26.6.11

A post I never published...

i just stumbled across this, i must have written it quite late some evening. it's a bit rambly, and there's even a half-finished sentence in there, but still, quite insightful




"...to write a work of genius is almost always a feat of prodigious difficulty. Everything is against the likelihood that it will come from the writer’s mind whole and entire. Generally material circumstances are against it. Dogs will bark; people will interrupt; money must be made; health will break down. Further, accentuating all these difficulties and making them harder to bear is the world’s notorious indifference. It does not ask people to write poems and novels and histories; it does not need them. It does not care whether Flaubert finds the right word or whether Carlyle scrupulously verifies this or that fact. Naturally, it will not pay for what it does not want. And so the writer, Keats, Flaubert, Carlyle, suffers, especially in the creative years of youth, every form of distraction and discouragement. A curse, a cry of agony, rises from those books of analysis and confession. ‘Mighty poets in their misery dead’— that is the burden of their song. if anything comes through in spite of all this, it is a miracle, and probably no book is born entire and uncrippled as it was conceived."
Virginia Woolf in A Room of One's Own.

Conceiving a blog lying in bed at night is piss easy. It's fun, and you feel like you're going to create something REVOLUTIONARY. But when you come to the actual thing you're seized by a crippling notion that I think the extract above sums up. Admittedly, I'm writing a blog, not poetry. I feel like I should put some sort of disclaimer here, assuring you that I don't see myself as a young Keats or Flaubert, but you neveIt's not laziness. It's certainly not a lack of self-belief. It's the knowledge that what you're doing will look like a ripple in a tsunami not the ripple in a pavement puddle you fantasize about.

I saw this quote the other day on some photographer's blog whose name I forget and he said he mistrusts people who are more excited about being successful than doing what they're excited about.
I should be excited about writing about what I love, not discouraged by its insignificance.


Ironically, writing about loving to write but feeling insignificant is something that makes me feel significant.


Your task:
All lines below containing "content" are to be listed.

[Data tied to figure images]
►
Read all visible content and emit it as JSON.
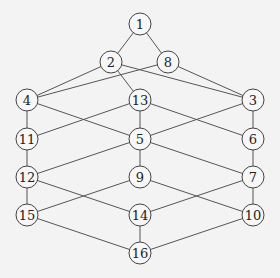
{
  "diagram": {
    "type": "hasse-diagram",
    "nodes": [
      {
        "id": "1",
        "label": "1",
        "x": 140,
        "y": 24
      },
      {
        "id": "2",
        "label": "2",
        "x": 111,
        "y": 62
      },
      {
        "id": "8",
        "label": "8",
        "x": 168,
        "y": 62
      },
      {
        "id": "4",
        "label": "4",
        "x": 27,
        "y": 100
      },
      {
        "id": "13",
        "label": "13",
        "x": 140,
        "y": 100
      },
      {
        "id": "3",
        "label": "3",
        "x": 253,
        "y": 100
      },
      {
        "id": "11",
        "label": "11",
        "x": 27,
        "y": 139
      },
      {
        "id": "5",
        "label": "5",
        "x": 140,
        "y": 139
      },
      {
        "id": "6",
        "label": "6",
        "x": 253,
        "y": 139
      },
      {
        "id": "12",
        "label": "12",
        "x": 27,
        "y": 177
      },
      {
        "id": "9",
        "label": "9",
        "x": 140,
        "y": 177
      },
      {
        "id": "7",
        "label": "7",
        "x": 253,
        "y": 177
      },
      {
        "id": "15",
        "label": "15",
        "x": 27,
        "y": 215
      },
      {
        "id": "14",
        "label": "14",
        "x": 140,
        "y": 215
      },
      {
        "id": "10",
        "label": "10",
        "x": 253,
        "y": 215
      },
      {
        "id": "16",
        "label": "16",
        "x": 140,
        "y": 253
      }
    ],
    "edges": [
      [
        "1",
        "2"
      ],
      [
        "1",
        "8"
      ],
      [
        "2",
        "4"
      ],
      [
        "2",
        "13"
      ],
      [
        "2",
        "3"
      ],
      [
        "8",
        "4"
      ],
      [
        "8",
        "3"
      ],
      [
        "4",
        "11"
      ],
      [
        "4",
        "5"
      ],
      [
        "13",
        "11"
      ],
      [
        "13",
        "5"
      ],
      [
        "13",
        "6"
      ],
      [
        "3",
        "5"
      ],
      [
        "3",
        "6"
      ],
      [
        "11",
        "12"
      ],
      [
        "5",
        "12"
      ],
      [
        "5",
        "9"
      ],
      [
        "5",
        "7"
      ],
      [
        "6",
        "7"
      ],
      [
        "12",
        "15"
      ],
      [
        "12",
        "14"
      ],
      [
        "9",
        "15"
      ],
      [
        "9",
        "10"
      ],
      [
        "7",
        "14"
      ],
      [
        "7",
        "10"
      ],
      [
        "15",
        "16"
      ],
      [
        "14",
        "16"
      ],
      [
        "10",
        "16"
      ]
    ],
    "node_radius": 11
  }
}
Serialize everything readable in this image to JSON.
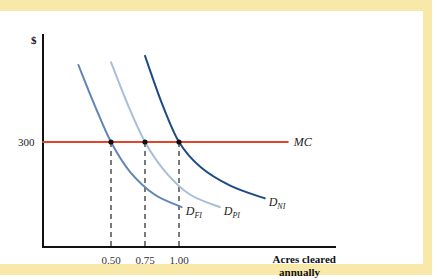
{
  "chart_data": {
    "type": "line",
    "title": "",
    "ylabel": "$",
    "xlabel_lines": [
      "Acres cleared",
      "annually"
    ],
    "ytick": {
      "value": 300,
      "label": "300"
    },
    "xticks": [
      {
        "value": 0.5,
        "label": "0.50"
      },
      {
        "value": 0.75,
        "label": "0.75"
      },
      {
        "value": 1.0,
        "label": "1.00"
      }
    ],
    "xlim": [
      0,
      2.0
    ],
    "ylim": [
      0,
      570
    ],
    "grid": false,
    "series": [
      {
        "name": "D_FI",
        "label_main": "D",
        "label_sub": "FI",
        "color": "#5f86b6",
        "points": [
          [
            0.26,
            520
          ],
          [
            0.38,
            405
          ],
          [
            0.5,
            300
          ],
          [
            0.64,
            215
          ],
          [
            0.82,
            150
          ],
          [
            1.02,
            114
          ]
        ]
      },
      {
        "name": "D_PI",
        "label_main": "D",
        "label_sub": "PI",
        "color": "#a8bfd8",
        "points": [
          [
            0.5,
            528
          ],
          [
            0.62,
            410
          ],
          [
            0.75,
            300
          ],
          [
            0.9,
            215
          ],
          [
            1.08,
            150
          ],
          [
            1.3,
            114
          ]
        ]
      },
      {
        "name": "D_NI",
        "label_main": "D",
        "label_sub": "NI",
        "color": "#1f4a86",
        "points": [
          [
            0.75,
            546
          ],
          [
            0.87,
            415
          ],
          [
            1.0,
            300
          ],
          [
            1.16,
            228
          ],
          [
            1.38,
            175
          ],
          [
            1.63,
            139
          ]
        ]
      },
      {
        "name": "MC",
        "label_main": "MC",
        "label_sub": "",
        "color": "#e2462a",
        "points": [
          [
            0.0,
            300
          ],
          [
            1.8,
            300
          ]
        ]
      }
    ],
    "equilibria": [
      {
        "series": "D_FI",
        "x": 0.5,
        "y": 300
      },
      {
        "series": "D_PI",
        "x": 0.75,
        "y": 300
      },
      {
        "series": "D_NI",
        "x": 1.0,
        "y": 300
      }
    ]
  },
  "colors": {
    "frame": "#f9e9a8",
    "axis": "#111111",
    "mc": "#e2462a"
  }
}
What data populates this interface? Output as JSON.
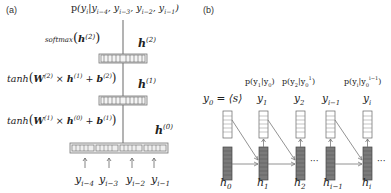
{
  "panel_a": {
    "label": "(a)",
    "title": "Feed-forward neural n-gram language model",
    "output_prob": "p(y_i | y_{i-4}, y_{i-3}, y_{i-2}, y_{i-1})",
    "layers": [
      {
        "name": "h(2)",
        "label": "h",
        "sup": "(2)",
        "op": "softmax(h^(2))"
      },
      {
        "name": "h(1)",
        "label": "h",
        "sup": "(1)",
        "op": "tanh(W^(2) × h^(1) + b^(2))"
      },
      {
        "name": "h(0)",
        "label": "h",
        "sup": "(0)",
        "op": "tanh(W^(1) × h^(0) + b^(1))"
      }
    ],
    "inputs": [
      {
        "base": "y",
        "sub": "i−4"
      },
      {
        "base": "y",
        "sub": "i−3"
      },
      {
        "base": "y",
        "sub": "i−2"
      },
      {
        "base": "y",
        "sub": "i−1"
      }
    ],
    "text": {
      "p": "p",
      "softmax": "softmax",
      "tanh": "tanh",
      "W": "W",
      "h": "h",
      "b": "b",
      "times": " × ",
      "plus": " + ",
      "sup2": "(2)",
      "sup1": "(1)",
      "sup0": "(0)"
    }
  },
  "panel_b": {
    "label": "(b)",
    "title": "Recurrent neural language model",
    "start_token": {
      "lhs_base": "y",
      "lhs_sub": "0",
      "eq": " = ",
      "rhs": "⟨s⟩"
    },
    "probs": [
      {
        "text_pre": "p(y",
        "sub": "1",
        "mid": "|y",
        "sub2": "0",
        "sup2": "",
        "post": ")"
      },
      {
        "text_pre": "p(y",
        "sub": "2",
        "mid": "|y",
        "sub2": "0",
        "sup2": "1",
        "post": ")"
      },
      {
        "text_pre": "p(y",
        "sub": "i",
        "mid": "|y",
        "sub2": "0",
        "sup2": "i−1",
        "post": ")"
      }
    ],
    "outputs": [
      {
        "base": "y",
        "sub": "1"
      },
      {
        "base": "y",
        "sub": "2"
      },
      {
        "base": "y",
        "sub": "i−1"
      },
      {
        "base": "y",
        "sub": "i"
      }
    ],
    "hidden": [
      {
        "base": "h",
        "sub": "0"
      },
      {
        "base": "h",
        "sub": "1"
      },
      {
        "base": "h",
        "sub": "2"
      },
      {
        "base": "h",
        "sub": "i−1"
      },
      {
        "base": "h",
        "sub": "i"
      }
    ],
    "ellipsis": "···"
  },
  "colors": {
    "line": "#8a8a8a",
    "box_stroke": "#555555",
    "hidden_fill": "#777777",
    "layer_bg": "#e8e8e8"
  }
}
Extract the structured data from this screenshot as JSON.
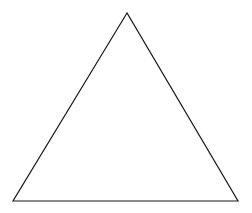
{
  "diagram": {
    "shape": "triangle",
    "type": "equilateral-triangle-outline",
    "background": "#ffffff",
    "stroke_color": "#1a1a1a",
    "stroke_width": 1.2,
    "vertices": {
      "apex": {
        "x": 127,
        "y": 13
      },
      "bottom_left": {
        "x": 13,
        "y": 201
      },
      "bottom_right": {
        "x": 238,
        "y": 201
      }
    },
    "points": "127,13 13,201 238,201"
  }
}
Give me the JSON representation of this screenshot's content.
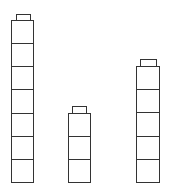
{
  "figure": {
    "line_color": "#333333",
    "background": "#ffffff",
    "stacks": [
      {
        "name": "left",
        "count": 7,
        "count_label": "7 cubes",
        "left": 11,
        "width": 23,
        "top": 20,
        "bottom": 182,
        "tab": {
          "left": 16,
          "width": 15,
          "top": 14,
          "height": 6
        }
      },
      {
        "name": "middle",
        "count": 3,
        "count_label": "3 cubes",
        "left": 68,
        "width": 23,
        "top": 113,
        "bottom": 182,
        "tab": {
          "left": 72,
          "width": 15,
          "top": 106,
          "height": 7
        }
      },
      {
        "name": "right",
        "count": 5,
        "count_label": "5 cubes",
        "left": 136,
        "width": 24,
        "top": 66,
        "bottom": 182,
        "tab": {
          "left": 140,
          "width": 17,
          "top": 59,
          "height": 7
        }
      }
    ]
  }
}
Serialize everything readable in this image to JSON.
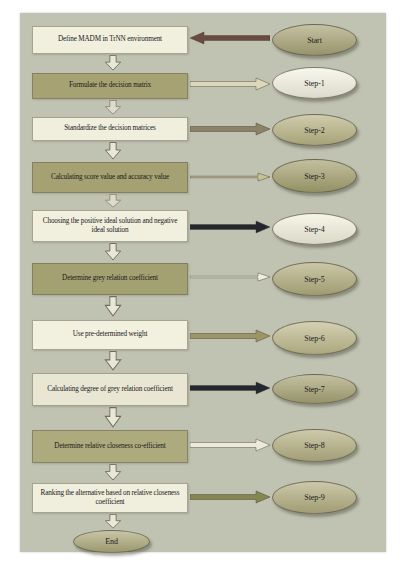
◄
Your solution:
Read all visible content and emit it as JSON.
Give me the JSON representation of this screenshot's content.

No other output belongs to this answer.